Because they understand the nuances of a single use case, vertical AI agents can deliver more reliable forecasts and recommendations than general-purpose systems.

You’re prioritizing speed and ease of implementation

Best choice: Horizontal AI agent

If you need to move quickly, a horizontal AI agent can often be deployed with minimal configuration. With prebuilt connectors and standardized workflows, these agents integrate smoothly into existing platforms through established cloud integration patterns.

This makes them well-suited for organizations experimenting with AI for the first time or looking to scale adoption rapidly across teams.

You operate in a highly regulated or specialized environment

Best choice: Vertical AI agent

Industries with strict compliance requirements—such as healthcare, finance, or government—often benefit from vertical AI agents. Their focused design allows for tighter controls, domain-specific safeguards, and more tailored AI governance practices.

By embedding regulatory logic directly into workflows, vertical AI agents reduce risk while improving decision accuracy.

You want to unify data and insights across multiple platforms

Best choice: Horizontal AI agent

If your organization relies on multiple BI tools and data sources, a horizontal AI agent can act as a unifying layer. With strong cloud integration capabilities, these agents can connect disparate systems and deliver consistent insights across the business.

This approach supports centralized reporting, cross-team visibility, and standardized AI governance, making it easier to manage data access, model usage, and compliance at scale—without building separate AI solutions for each function.

Where AI strategy meets real business impact

While horizontal and vertical AI agents each solve different problems, both depend on trusted data, scalable analytics, and the ability to turn insights into action. That’s where Domo plays a critical role.

As a cloud-based data platform, Domo supports horizontal AI use cases by unifying data across teams, systems, and departments.
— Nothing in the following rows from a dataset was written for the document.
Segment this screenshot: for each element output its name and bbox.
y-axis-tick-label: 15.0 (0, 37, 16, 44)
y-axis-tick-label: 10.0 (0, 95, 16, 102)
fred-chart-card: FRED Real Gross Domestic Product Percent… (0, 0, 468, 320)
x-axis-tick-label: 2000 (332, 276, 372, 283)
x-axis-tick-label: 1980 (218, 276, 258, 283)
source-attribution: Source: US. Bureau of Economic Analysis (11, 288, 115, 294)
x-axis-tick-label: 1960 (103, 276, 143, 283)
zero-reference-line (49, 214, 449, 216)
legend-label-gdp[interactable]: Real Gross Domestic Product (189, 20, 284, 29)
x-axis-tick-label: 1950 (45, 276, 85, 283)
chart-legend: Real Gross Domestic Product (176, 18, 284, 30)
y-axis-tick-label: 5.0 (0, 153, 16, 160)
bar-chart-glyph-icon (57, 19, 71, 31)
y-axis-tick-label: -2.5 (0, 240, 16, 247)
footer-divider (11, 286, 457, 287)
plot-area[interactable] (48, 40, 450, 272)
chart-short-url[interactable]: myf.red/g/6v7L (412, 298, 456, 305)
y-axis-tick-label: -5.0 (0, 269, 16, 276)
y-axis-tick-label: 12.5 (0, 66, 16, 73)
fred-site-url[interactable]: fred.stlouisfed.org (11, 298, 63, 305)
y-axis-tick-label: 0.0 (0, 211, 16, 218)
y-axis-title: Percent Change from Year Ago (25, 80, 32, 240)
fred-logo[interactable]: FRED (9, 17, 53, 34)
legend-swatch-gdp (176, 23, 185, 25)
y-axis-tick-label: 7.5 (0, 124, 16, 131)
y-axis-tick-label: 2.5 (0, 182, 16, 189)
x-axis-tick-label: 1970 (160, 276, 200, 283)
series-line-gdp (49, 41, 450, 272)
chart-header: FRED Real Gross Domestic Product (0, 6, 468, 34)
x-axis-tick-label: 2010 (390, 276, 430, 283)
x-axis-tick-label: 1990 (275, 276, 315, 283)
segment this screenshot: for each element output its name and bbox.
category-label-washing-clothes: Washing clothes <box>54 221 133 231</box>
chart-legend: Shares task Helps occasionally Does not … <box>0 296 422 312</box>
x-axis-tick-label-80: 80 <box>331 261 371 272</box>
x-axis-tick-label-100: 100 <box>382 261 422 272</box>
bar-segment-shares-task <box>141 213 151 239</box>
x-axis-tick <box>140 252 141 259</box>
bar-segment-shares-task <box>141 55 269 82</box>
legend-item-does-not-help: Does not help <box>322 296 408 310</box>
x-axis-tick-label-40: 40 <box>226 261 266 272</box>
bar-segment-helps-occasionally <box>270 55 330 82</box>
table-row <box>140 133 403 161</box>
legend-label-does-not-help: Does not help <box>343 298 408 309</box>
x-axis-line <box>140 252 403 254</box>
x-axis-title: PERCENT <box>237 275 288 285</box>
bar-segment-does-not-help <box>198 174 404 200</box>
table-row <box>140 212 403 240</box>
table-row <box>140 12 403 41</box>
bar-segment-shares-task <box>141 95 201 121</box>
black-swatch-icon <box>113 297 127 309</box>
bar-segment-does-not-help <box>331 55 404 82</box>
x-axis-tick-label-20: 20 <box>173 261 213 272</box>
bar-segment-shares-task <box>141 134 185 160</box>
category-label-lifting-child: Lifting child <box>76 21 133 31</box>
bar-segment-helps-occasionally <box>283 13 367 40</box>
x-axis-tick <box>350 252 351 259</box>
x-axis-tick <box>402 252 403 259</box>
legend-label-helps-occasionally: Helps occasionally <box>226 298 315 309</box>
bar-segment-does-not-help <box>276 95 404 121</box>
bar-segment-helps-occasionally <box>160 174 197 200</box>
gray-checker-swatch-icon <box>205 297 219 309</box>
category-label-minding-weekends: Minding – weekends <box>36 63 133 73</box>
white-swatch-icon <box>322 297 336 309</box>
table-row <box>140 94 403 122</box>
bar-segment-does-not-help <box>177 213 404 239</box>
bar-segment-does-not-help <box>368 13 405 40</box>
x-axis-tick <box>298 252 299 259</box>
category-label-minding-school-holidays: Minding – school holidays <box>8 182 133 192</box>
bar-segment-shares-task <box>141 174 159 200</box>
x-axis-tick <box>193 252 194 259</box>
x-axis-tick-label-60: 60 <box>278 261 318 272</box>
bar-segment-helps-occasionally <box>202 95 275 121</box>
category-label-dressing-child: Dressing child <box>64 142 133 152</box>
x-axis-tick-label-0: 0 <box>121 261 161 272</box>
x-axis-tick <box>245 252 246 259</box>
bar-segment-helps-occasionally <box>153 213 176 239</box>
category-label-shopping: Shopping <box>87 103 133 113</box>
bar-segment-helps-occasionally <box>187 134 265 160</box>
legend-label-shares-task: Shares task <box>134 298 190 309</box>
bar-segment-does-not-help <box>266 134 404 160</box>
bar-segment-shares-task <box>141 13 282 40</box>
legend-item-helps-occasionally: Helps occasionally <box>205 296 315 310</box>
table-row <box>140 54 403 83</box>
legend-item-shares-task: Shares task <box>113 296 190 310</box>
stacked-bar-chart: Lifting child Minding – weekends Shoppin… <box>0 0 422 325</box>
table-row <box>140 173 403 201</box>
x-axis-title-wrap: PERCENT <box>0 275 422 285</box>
At the same time, Domo enables vertical AI use cases by providing clean, contextualized data and powerful analytics that specialized AI agents rely on for accurate forecasting, automation, and decision-making. 

Whether you’re building flexible AI capabilities across the organization or deploying highly specialized AI agents within a specific function, Domo gives you the foundation to make both approaches work without sacrificing speed, accuracy, or control.

Ready to see how Domo powers AI across your business? No matter which AI strategy you choose, Domo can help you. Watch a demo today to see how.